Big Deal Hollywood Party

In the summertime, I turn on the window unit air-conditioners, pull down the roll-up shades in my little Hollywood bungalow and don’t come out again until the heat lets up. In the event I need food or drink, I order it in. After I’ve maxed out my credit cards, I make a cash run up to Trader Joe’s Santa Monica Boulevard ten minutes before closing. A cop friend of mine once warned me against doing this, since that’s the likeliest time for a grocery store to get hit, and I can’t say I blame the robbers since that’s when it’s cool, dark and uncrowded enough to even bother with pulling off a heist. Neither can I see going out to fight off The Regulars—which is what I call normal, wage-earning citizens of Los Angeles who don’t do their errands under the cover of night—over a bag of frozen gnocchi.

During the daylight hours, all my neighbors will see of me is a flash of crazy lady in her jammies scooping up dog poop. Which is why they were so startled by my presence at the surprise party Ebony threw for Ivory’s birthday on Saturday night. It was quite the to-do, with the communal courtyard decked out in twinkling lights and criss-crossed with crepe paper ribbons like something out of an Italian street fair. There were life-sized cut-outs of Michael and Janet Jackson propped up against the front porch, which I imagine had something to do with a fantasy Ivory once shared about the ultimate party guest, living or half-dead since the late eighties. Ebony even lined the drive with rose petals, confirming my long-held belief that only childless, mentally challenged and homosexual couples manage to keep the romance alive over time.

In the old days, you either went to a straight party or you went to a gay one, but nowadays the kids tend to mix things up with an even spread, spiced with a healthy dollop of undeclareds. While a D.J. spun the requisite techno-Latin dance music, it wouldn’t have been Hollywood if a roving band of professional gospel singers didn’t get up on the porch and sing “You Lift Me Up” in pitch perfect harmony as Ivory’s cake was brought out. He’s some kind of a psychotherapist, which means he’s not technically a Hollywood insider, but rather a bit player in the enormous cast of characters tending to the overall mental health of the movie industry.

Speaking of casting calls, all the neighbors were out, including “Sharon Stone,” who not only cooks, as it turns out—chicken rollatini, bacon-wrapped dates, bruschetta and Swedish meatballs—but also bounces around like a cheerier Sporty Spice while she’s doing it. The Aging Hipster who’s dying to get into her pink velour sweatpants did most of the serving, along with the failed comic who looks like Steven Wright and also wouldn’t mind spending some time down there.  My relationship with my Imaginary Boyfriend across the way became ever more intense in the moonlight and magic as we immersed ourselves in a volley of spirited conversation. Meaning he said, hey and I said hi, and he said have you met my girlfriend, and I said, die, bitch, die—if only to myself. Sometimes I feel he fears the heat between us, which is only natural given its searing intensity.

The police eventually showed up demanding we turn down the music, which is ironic when you live on the block where Hugh Grant was arrested in a car with a hooker and helicopters frequently fly overhead with speakerphones ordering the working girls back onto Sunset Boulevard. Ebony came up with the excuse that this was a fundraiser for the victims of Hurricane Katrina, which I thought was some pretty fancy two-stepping on his part until somebody passed around the donation jar marked “American Red Cross” that is certain to visit every Big Deal Hollywood Party from now until Mardi Gras.

I couldn’t bring myself to leave the compound and get a gift for Ivory, but I did give him a birthday hug, at which point he inquired if I’d be coming out more often now that autumn was in the air. I really thought nobody had noticed what a recluse I am, but like I say, he’s a shrink who looked right into my eyes, a rarity in this town, even among one’s closest friends and neighbors. It occurred to me standing there, sharing a knowing smile, that this guy specializes in Hollywood, the place I spend so many hours alone in the dark hoping against hope I’ll figure out how to worm my way into. “You have to be getting close,” he said with a wink.

“Maybe by Halloween,” I told him. Another thing they won't tell you in film school is no matter how much you'd like to be, you're never as alone in this thing as you think you are.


Print what the records say exactly, and omit the pictures.

Start of Information provided

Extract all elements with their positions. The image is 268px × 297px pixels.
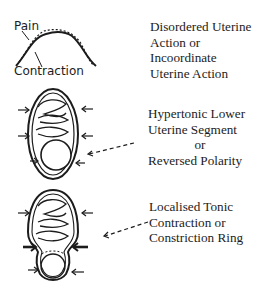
pain-contraction-curve bbox=[16, 30, 96, 67]
caption-hypertonic-lower-segment: Hypertonic Lower Uterine Segment or Reve… bbox=[148, 106, 252, 168]
pain-label: Pain bbox=[14, 19, 39, 33]
caption-line: Hypertonic Lower bbox=[148, 106, 252, 122]
caption-line: Incoordinate bbox=[150, 50, 251, 66]
caption-line: Contraction or bbox=[149, 215, 243, 231]
caption-line: Disordered Uterine bbox=[150, 19, 251, 35]
caption-line: Uterine Segment bbox=[148, 122, 252, 138]
contraction-label: Contraction bbox=[14, 64, 84, 78]
caption-line: Reversed Polarity bbox=[148, 153, 252, 169]
uterus-illustration-constriction-ring bbox=[18, 190, 148, 280]
dashed-pointer-2 bbox=[89, 143, 134, 154]
caption-disordered-uterine-action: Disordered Uterine Action or Incoordinat… bbox=[150, 19, 251, 81]
uterus-illustration-hypertonic bbox=[18, 89, 134, 179]
caption-line: Constriction Ring bbox=[149, 230, 243, 246]
caption-line: Uterine Action bbox=[150, 66, 251, 82]
caption-line: Action or bbox=[150, 35, 251, 51]
caption-constriction-ring: Localised Tonic Contraction or Constrict… bbox=[149, 199, 243, 246]
caption-line: or bbox=[148, 137, 252, 153]
caption-line: Localised Tonic bbox=[149, 199, 243, 215]
dashed-pointer-3 bbox=[105, 222, 148, 236]
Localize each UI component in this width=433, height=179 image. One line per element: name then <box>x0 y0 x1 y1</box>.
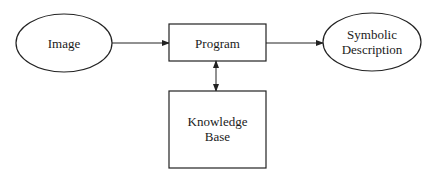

End of Information provided

▶ [Output]
Extract all elements with their positions. The image is 268px × 297px pixels.
pain-contraction-curve bbox=[16, 30, 96, 67]
caption-hypertonic-lower-segment: Hypertonic Lower Uterine Segment or Reve… bbox=[148, 106, 252, 168]
pain-label: Pain bbox=[14, 19, 39, 33]
caption-line: Hypertonic Lower bbox=[148, 106, 252, 122]
caption-line: Incoordinate bbox=[150, 50, 251, 66]
caption-line: Contraction or bbox=[149, 215, 243, 231]
caption-line: Disordered Uterine bbox=[150, 19, 251, 35]
caption-line: Uterine Segment bbox=[148, 122, 252, 138]
contraction-label: Contraction bbox=[14, 64, 84, 78]
caption-line: Reversed Polarity bbox=[148, 153, 252, 169]
uterus-illustration-constriction-ring bbox=[18, 190, 148, 280]
dashed-pointer-2 bbox=[89, 143, 134, 154]
caption-disordered-uterine-action: Disordered Uterine Action or Incoordinat… bbox=[150, 19, 251, 81]
uterus-illustration-hypertonic bbox=[18, 89, 134, 179]
caption-line: Constriction Ring bbox=[149, 230, 243, 246]
caption-line: Uterine Action bbox=[150, 66, 251, 82]
caption-line: Action or bbox=[150, 35, 251, 51]
caption-constriction-ring: Localised Tonic Contraction or Constrict… bbox=[149, 199, 243, 246]
caption-line: or bbox=[148, 137, 252, 153]
caption-line: Localised Tonic bbox=[149, 199, 243, 215]
dashed-pointer-3 bbox=[105, 222, 148, 236]
Localize each UI component in this width=433, height=179 image. One line per element: name then <box>x0 y0 x1 y1</box>.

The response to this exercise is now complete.